If you're a member of The Mark Steyn Club you can hear Part Sixteen of our serialization of The Prisoner of Windsor simply by clicking here and logging-in. All previous episodes can be found here.
Veronica, a New Zealand member of The Mark Steyn Club from beautiful if Jacinda-afflicted Auckland, writes:
I love this story and look forward to every new episode, it is very well written and actually, despite the comedy, full of sorrow for all the lost things of this world, including lost kingdoms and dispossessed kings.
Speaking of that, I appreciated the mention of Lady Mary Grey, the youngest of the most tragic trio in English history, the Grey sisters. Jane the Nine Days Queen was the legally designated monarch after Edward VI's demise (see his 'Devise for the Succession' etc) but a widely supported coup put Mary Tudor on the throne who then had Jane and her young husband sent to the block. Elizabeth I finished off the next Grey sister, Catherine, by separating her from her husband, declaring their sons illegitimate, and placing Catherine under house arrest. She subsequently starved herself to death. Mary fared little better once she married poor Mr Keyes, against the wishes of Good Queen Bess. Mary was, of course, the rightful queen and therefore had to be either neutralised or eliminated altogether. The Tudors were good at that.
Indeed, Veronica.
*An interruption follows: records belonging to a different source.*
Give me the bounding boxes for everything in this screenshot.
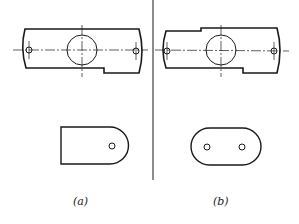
- part-outline: [23, 29, 142, 73]
- panel-a-label: (a): [73, 195, 88, 208]
- panel-a-top-view: [13, 25, 148, 77]
- drawing-svg: [0, 0, 299, 224]
- technical-drawing-figure: (a) (b): [0, 0, 299, 224]
- panel-b-side-view: [191, 128, 261, 165]
- panel-b-label: (b): [213, 195, 229, 208]
- slot-outline: [191, 128, 261, 165]
- panel-a-side-view: [61, 127, 129, 164]
- panel-b-top-view: [155, 25, 289, 77]
- slot-hole-left: [204, 144, 210, 150]
- horizontal-center-line: [155, 50, 289, 51]
- slot-hole-right: [239, 144, 245, 150]
- side-hole: [109, 143, 115, 149]
- side-outline: [61, 127, 129, 164]
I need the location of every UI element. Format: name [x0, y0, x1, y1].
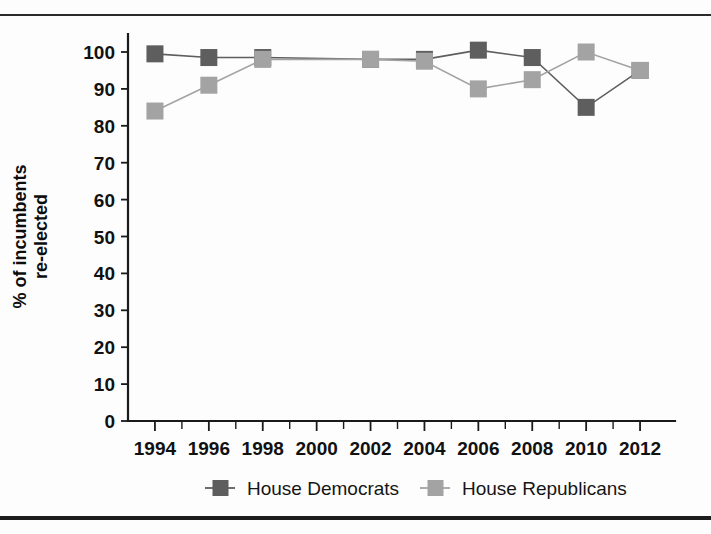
y-axis-title-line: re-elected [31, 194, 51, 279]
legend-marker-swatch [428, 480, 444, 496]
x-tick-label: 2004 [403, 438, 446, 459]
data-point-marker[interactable] [524, 49, 541, 66]
x-tick-label: 2000 [296, 438, 338, 459]
data-point-marker[interactable] [470, 42, 487, 59]
data-point-marker[interactable] [632, 62, 649, 79]
y-tick-label: 60 [94, 190, 115, 211]
legend-item[interactable]: House Democrats [205, 478, 399, 499]
y-tick-label: 10 [94, 374, 115, 395]
data-point-marker[interactable] [416, 53, 433, 70]
figure-canvas: 0102030405060708090100199419961998200020… [0, 0, 711, 534]
legend-marker-swatch [213, 480, 229, 496]
legend-item[interactable]: House Republicans [420, 478, 627, 499]
y-tick-label: 30 [94, 300, 115, 321]
data-point-marker[interactable] [254, 51, 271, 68]
x-tick-label: 1996 [188, 438, 230, 459]
y-tick-label: 40 [94, 263, 115, 284]
y-tick-label: 90 [94, 79, 115, 100]
data-point-marker[interactable] [362, 51, 379, 68]
top-divider-rule [0, 14, 711, 16]
series-line-1 [155, 52, 640, 111]
y-tick-label: 80 [94, 116, 115, 137]
y-tick-label: 70 [94, 153, 115, 174]
y-tick-label: 20 [94, 337, 115, 358]
bottom-divider-rule [0, 516, 711, 520]
y-tick-label: 100 [83, 42, 115, 63]
data-point-marker[interactable] [470, 80, 487, 97]
x-tick-label: 2008 [511, 438, 553, 459]
y-tick-label: 0 [104, 411, 115, 432]
data-point-marker[interactable] [578, 44, 595, 61]
data-point-marker[interactable] [524, 71, 541, 88]
legend-label: House Republicans [462, 478, 627, 499]
y-axis-title: % of incumbentsre-elected [10, 164, 51, 308]
x-tick-label: 1998 [242, 438, 284, 459]
data-point-marker[interactable] [578, 99, 595, 116]
series-line-0 [155, 50, 640, 107]
line-chart: 0102030405060708090100199419961998200020… [0, 18, 711, 513]
data-point-marker[interactable] [200, 77, 217, 94]
y-tick-label: 50 [94, 227, 115, 248]
y-axis-title-line: % of incumbents [10, 164, 30, 308]
data-point-marker[interactable] [200, 49, 217, 66]
data-point-marker[interactable] [146, 103, 163, 120]
x-tick-label: 2012 [619, 438, 661, 459]
legend-label: House Democrats [247, 478, 399, 499]
x-tick-label: 2006 [457, 438, 499, 459]
x-tick-label: 2002 [349, 438, 391, 459]
chart-plot-area: 0102030405060708090100199419961998200020… [0, 18, 711, 513]
x-tick-label: 2010 [565, 438, 607, 459]
data-point-marker[interactable] [146, 45, 163, 62]
x-tick-label: 1994 [134, 438, 177, 459]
As I said when we started, the ol' lightbulb popped when I thought of how Anthony Hope presents Ruritania as seen through the Englishman's eyes: agreeable but backward, primitive, superstitious, a land of sword fights and escapes across the moat. But in the developed world today it seems to me the least insane people are those of Eastern Europe, the former Warsaw Pact, who (having lived under the alternative) now think and function as citizens of more or less conventional nation states. Whereas the further west you go, the nuttier and more irrational things get: Diversity is our strength, even if it requires abolishing the entirety of our history; tear down that statue of Kate Smith because she made a supposedly racist record ninety years ago, change the name of "Coon Cheese", invented by a blameless man called Mr Coon - but leave blackface governors and prime ministers in office after assuring the citizenry that dressing up as a mammy singer in the twenty-first century doesn't mean you're racist, no, not at all. So the idea of a supposedly advanced western society seen through Ruritanian eyes struck me as funny. But you're right, of course, Veronica, that ultimately it's tragic - and the historical echoes add an elegaic touch.
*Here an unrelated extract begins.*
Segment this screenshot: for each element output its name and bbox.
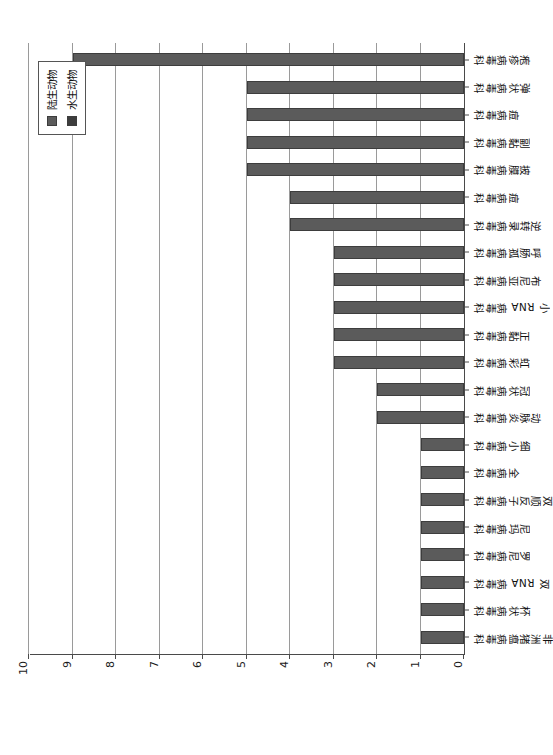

~Membership in The Mark Steyn Club is not for everyone, but, if you've a pal who enjoys classic fiction, we'd love to welcome him or her to our ranks via the birthday present that lasts all year even when you're sheltering in place: A gift membership in the Steyn Club, which brings with it access to our full archive of Tales for Our Time, including The Strange Case of Dr Jekyll and Mr Hyde, The Time Machine and The Thirty-Nine Steps.
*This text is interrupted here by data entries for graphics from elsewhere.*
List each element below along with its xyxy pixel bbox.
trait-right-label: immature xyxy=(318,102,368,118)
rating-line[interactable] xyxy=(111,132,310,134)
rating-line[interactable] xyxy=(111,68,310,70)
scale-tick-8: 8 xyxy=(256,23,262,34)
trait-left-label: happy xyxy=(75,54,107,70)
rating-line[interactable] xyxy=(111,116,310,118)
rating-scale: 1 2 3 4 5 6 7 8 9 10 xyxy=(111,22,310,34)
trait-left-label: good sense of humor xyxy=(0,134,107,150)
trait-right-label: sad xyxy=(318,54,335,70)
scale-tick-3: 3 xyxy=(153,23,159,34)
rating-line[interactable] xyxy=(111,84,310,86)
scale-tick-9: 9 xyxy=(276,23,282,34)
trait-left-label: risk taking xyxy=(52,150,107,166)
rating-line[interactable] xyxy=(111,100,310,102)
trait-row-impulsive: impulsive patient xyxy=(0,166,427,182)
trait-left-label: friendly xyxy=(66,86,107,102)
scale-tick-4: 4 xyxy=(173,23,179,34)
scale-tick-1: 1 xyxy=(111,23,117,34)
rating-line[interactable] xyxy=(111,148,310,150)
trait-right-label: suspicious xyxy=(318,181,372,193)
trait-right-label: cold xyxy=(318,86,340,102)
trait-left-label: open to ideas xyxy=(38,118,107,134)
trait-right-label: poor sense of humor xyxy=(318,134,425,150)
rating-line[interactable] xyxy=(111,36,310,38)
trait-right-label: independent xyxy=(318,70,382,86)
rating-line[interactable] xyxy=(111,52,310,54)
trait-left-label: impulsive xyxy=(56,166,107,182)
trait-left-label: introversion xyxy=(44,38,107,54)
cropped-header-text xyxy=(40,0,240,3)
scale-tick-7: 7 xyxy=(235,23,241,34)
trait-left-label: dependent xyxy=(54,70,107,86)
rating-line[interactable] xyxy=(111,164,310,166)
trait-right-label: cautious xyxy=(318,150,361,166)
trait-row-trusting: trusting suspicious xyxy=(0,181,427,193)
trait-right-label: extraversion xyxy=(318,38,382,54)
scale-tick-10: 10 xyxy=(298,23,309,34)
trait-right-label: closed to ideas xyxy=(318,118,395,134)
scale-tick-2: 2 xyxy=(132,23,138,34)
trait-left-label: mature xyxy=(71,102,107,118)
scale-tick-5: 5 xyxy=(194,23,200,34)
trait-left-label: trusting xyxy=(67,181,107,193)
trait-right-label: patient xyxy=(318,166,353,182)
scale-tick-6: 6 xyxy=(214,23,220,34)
For more on Steyn Club gift membership, see here. And if you're thinking of joining yourself, aside from Tales for Our Time, it does come with a few other benefits:
~Exclusive Steyn Store member pricing on over forty books, CDs and other items in the Steyn store;
~The opportunity to engage in live Q&A sessions with yours truly;
~Transcript and audio versions of our video content, such as Mark's Mailbox and The Mark Steyn Show;
~Comment Club privileges;
~Our weekend series of video poetry and other specials;
~Advance booking for my live appearances around the world, assuming I'm ever again free to make any, and for our upcoming third Mark Steyn Cruise, assuming we're ever permitted to set sail;
~Customized email alerts for new content in your areas of interest;
~and the opportunity to support our print, audio and video ventures as they wing their way around the world.